Tips & Best Practices for CORS Header Generator

  • 1.Never combine a wildcard origin with credentials enabled. Browsers explicitly reject Access-Control-Allow-Origin set to * alongside Access-Control-Allow-Credentials true, so anytime cookies or Authorization headers are involved you have to echo back a specific origin string.
  • 2.Don't lean on CORS for security. The whole mechanism only exists in browsers, and a curl call or a server-to-server request walks right past it. Real protection still has to come from authentication, authorization, and input validation on the server itself.
  • 3.Cache preflights aggressively. A Max-Age between one day and one week is a sane default that cuts the OPTIONS round trip out of nearly every request after the first, and most APIs don't change their CORS rules often enough for a longer cache to cause problems.
  • 4.The single most common CORS error is a missing entry in Allow-Headers. If your frontend is sending Authorization, Content-Type with a non-simple value, or anything custom like X-CSRF-Token, that header has to appear in Access-Control-Allow-Headers or the preflight will fail.
  • 5.Don't echo back the Origin header without checking it first. A naive implementation that reflects whatever Origin shows up effectively turns every site into an allowed origin. Maintain an explicit allow-list and only echo when the request matches.
  • 6.Always debug with the browser devtools network tab open. You'll see the OPTIONS preflight as a separate row from the main request, and CORS issues frequently fail at the preflight step rather than the actual call. Inspecting the headers on both requests in turn is the fastest way to find the misconfiguration.

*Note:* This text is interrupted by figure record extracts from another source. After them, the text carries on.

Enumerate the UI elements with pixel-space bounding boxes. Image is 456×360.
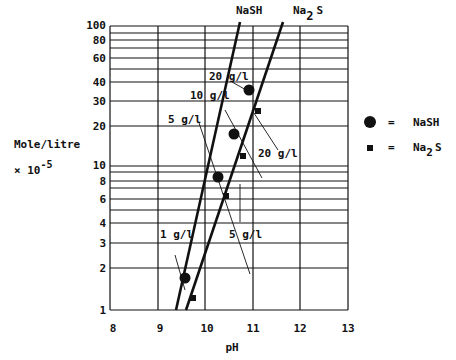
svg-text:3: 3 bbox=[99, 237, 106, 250]
svg-text:13: 13 bbox=[341, 322, 354, 335]
legend-nash-marker bbox=[364, 116, 376, 128]
svg-text:2: 2 bbox=[99, 262, 106, 275]
nash-marker-10gl bbox=[229, 129, 240, 140]
svg-text:10: 10 bbox=[200, 322, 213, 335]
y-axis-multiplier: × 10-5 bbox=[14, 159, 53, 177]
na2s-marker-20gl bbox=[255, 108, 261, 114]
nash-marker-5gl bbox=[213, 172, 224, 183]
na2s-marker-5gl bbox=[223, 193, 229, 199]
svg-text:30: 30 bbox=[93, 95, 106, 108]
svg-text:40: 40 bbox=[93, 76, 106, 89]
svg-text:8: 8 bbox=[99, 175, 106, 188]
nash-marker-20gl bbox=[244, 85, 255, 96]
y-axis-label: Mole/litre bbox=[14, 138, 81, 151]
y-tick-labels: 100 80 60 40 30 20 10 8 6 4 3 2 1 bbox=[86, 19, 106, 317]
svg-text:20 g/l: 20 g/l bbox=[258, 147, 298, 160]
na2s-marker-1gl bbox=[190, 295, 196, 301]
svg-text:60: 60 bbox=[93, 52, 106, 65]
legend-na2s-label: Na2S bbox=[413, 141, 442, 159]
chart: 100 80 60 40 30 20 10 8 6 4 3 2 1 8 9 10… bbox=[0, 0, 456, 360]
svg-text:=: = bbox=[388, 141, 395, 154]
svg-text:1 g/l: 1 g/l bbox=[160, 228, 193, 241]
svg-text:12: 12 bbox=[293, 322, 306, 335]
na2s-line-label: Na2S bbox=[293, 4, 323, 23]
annotations: 20 g/l 10 g/l 5 g/l 20 g/l 5 g/l 1 g/l bbox=[160, 70, 298, 241]
svg-text:10: 10 bbox=[93, 159, 106, 172]
svg-text:1: 1 bbox=[99, 304, 106, 317]
svg-text:5 g/l: 5 g/l bbox=[168, 113, 201, 126]
legend-na2s-marker bbox=[367, 145, 373, 151]
svg-text:80: 80 bbox=[93, 34, 106, 47]
x-tick-labels: 8 9 10 11 12 13 bbox=[110, 322, 355, 335]
legend: = NaSH = Na2S bbox=[364, 116, 442, 159]
svg-text:9: 9 bbox=[157, 322, 164, 335]
svg-text:11: 11 bbox=[246, 322, 260, 335]
svg-text:20 g/l: 20 g/l bbox=[209, 70, 249, 83]
svg-text:10 g/l: 10 g/l bbox=[190, 89, 230, 102]
svg-text:8: 8 bbox=[110, 322, 117, 335]
nash-line-label: NaSH bbox=[236, 4, 263, 17]
svg-text:4: 4 bbox=[99, 217, 106, 230]
svg-text:=: = bbox=[388, 116, 395, 129]
x-axis-label: pH bbox=[225, 341, 238, 354]
nash-marker-1gl bbox=[180, 273, 191, 284]
svg-text:20: 20 bbox=[93, 120, 106, 133]
legend-nash-label: NaSH bbox=[413, 116, 440, 129]
na2s-marker-10gl bbox=[240, 153, 246, 159]
svg-text:100: 100 bbox=[86, 19, 106, 32]
svg-text:5 g/l: 5 g/l bbox=[229, 228, 262, 241]
svg-text:6: 6 bbox=[99, 193, 106, 206]
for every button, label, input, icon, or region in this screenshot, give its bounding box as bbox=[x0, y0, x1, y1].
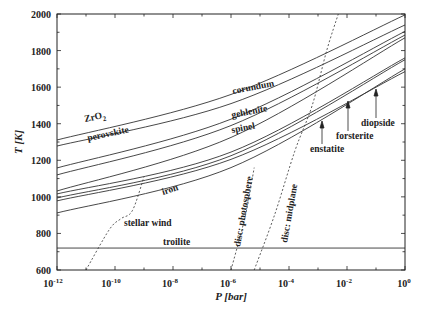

Frequently Asked Questions

CORS stands for Cross-Origin Resource Sharing, and it's the browser security mechanism that decides whether JavaScript running on one origin (the combination of protocol, domain, and port) is allowed to access another origin's resources. By default the browser refuses, and CORS response headers from the server are how the cross-origin caller gets explicitly let in. It's essentially mandatory for any modern app that splits its frontend and backend onto different domains.